Fri, April 25, 3:20 to 4:50pm MDT (3:20 to 4:50pm MDT), The Colorado Convention Center, Floor: Terrace Level, Bluebird Ballroom Room 2G

Abstract

Objectives
With deep-seated colonial roots, schools in the United States continue to be battlegrounds for liberatory education (Vossoughi & Tintiangco-Cubales, 2020). Building classrooms that cultivate student wellness instead of perpetuating (neo)colonial violence is one of the many challenges faced by educators with political commitments to ethnic studies. An ethnic studies pedagogy demands robust relationships with the local community (Tintiangco-Cubales et al., 2019), yet meaningful coalition building is often stymied by colonial oppression, including carceral logics (Shalaby, 2021). This paper explores the question, how does coalition building within an ethnic studies pedagogy learning community influence the development of educators’ pedagogical practices for working across institutional contradictions and constraints?

Framework
Together teacher solidarity co-design (TSCD) and onto-epistemic heterogeneity can enhance joint learning. TSCD, a particular form of participatory design research (Philip et al., 2022), provided opportunities to attend to the nuanced relations teachers and researchers have with communities (Philip et al., 2022). Onto-epistemic heterogeneity emphasizes the boundedness of knowing and being and the timeless, dynamic, and imaginative nature of liberatory education (Warren et al., 2020). Both TSCD and onto-epistemic heterogeneity can encourage coalition building since TSCD lays the groundwork for multifaceted relationships while onto-epistemic heterogeneity uplifts the expansive nature of knowledge production and learning. Dialogicality, a sensibility connected to onto-epistemic heterogeneity (Warren et al., 2020), affords a means to collectively wrestle with the tensions of colonial logics while clarifying ethical and political commitments.

Methods/Data Sources
Data collection spanned from September 2023 through June 2024 and occurred within an ethnic studies pedagogy learning community affiliated with a university teacher education program. Classroom observation field notes, observation debriefs, and analytic memos were the primary data sources analyzed while both deductive and inductive coding were applied (Bogdan & Biklen, 2016).
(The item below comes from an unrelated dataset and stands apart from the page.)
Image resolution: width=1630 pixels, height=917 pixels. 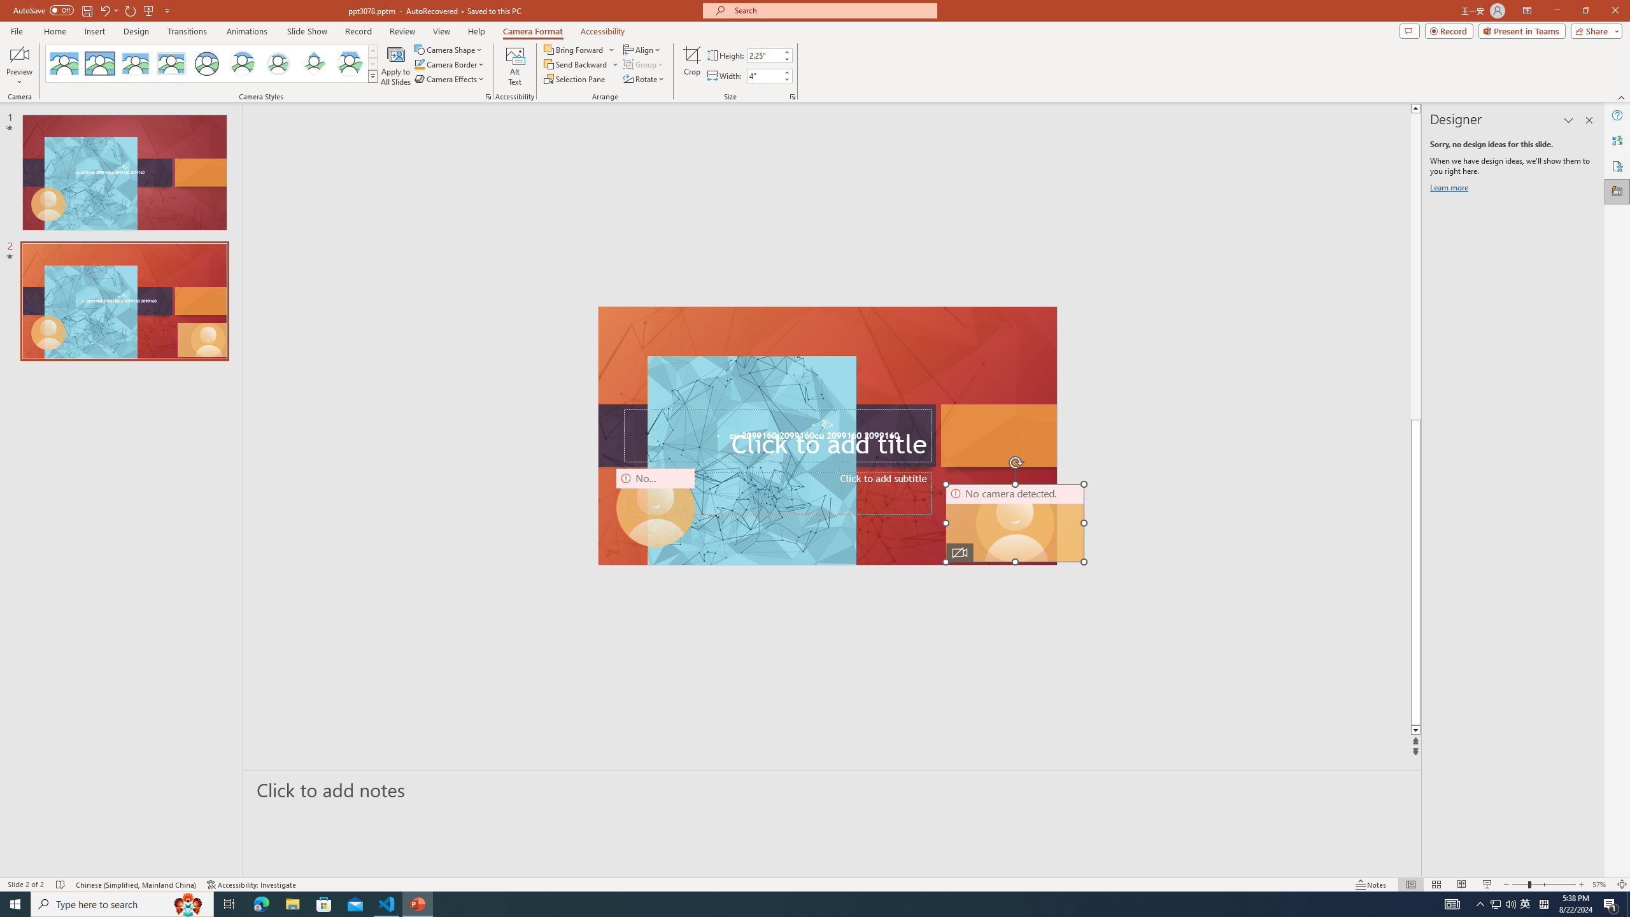 I want to click on Selection Pane..., so click(x=575, y=79).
I focus on the case studies of two preservice teachers, Lucy and Loren.

Results
Preliminary analysis elucidated how coalition building within collective learning spaces provided entry points for enacting ethnic studies pedagogical practices. During an observation debrief, Loren reflected on how they felt supported by our co-design team and the larger ethnic studies pedagogy learning community during a difficult time. Loren shared, “I felt like I was being cradled by four different people” and how they “want to just like take our cohort and like sprinkle it onto all the students…I want them to feel that so I’m hoping that eventually we’ll be able to reach that” (L. Davis, observation debrief, February 22, 2024). Loren “being cradled” by their co-design team provided an embodied experience aligned with an ethnic studies pedagogy, one that she wanted to replicate for their students. Another emergent finding was that the co-constructed observation debriefs created opportunities for co-designers to grapple with the tensions of teaching ethnic studies amidst programmatic learning experiences with an emphasis on control and punishment—fostering a dialogicality sensibility.

Scholarly Significance
With possibilities for enhancing co-designers understanding and enactment of an ethnic studies pedagogy, co-constructed learning environments intentionally designed for dynamic relationships provide a critical approach for coalition building and challenging carcerality in teacher learning and development.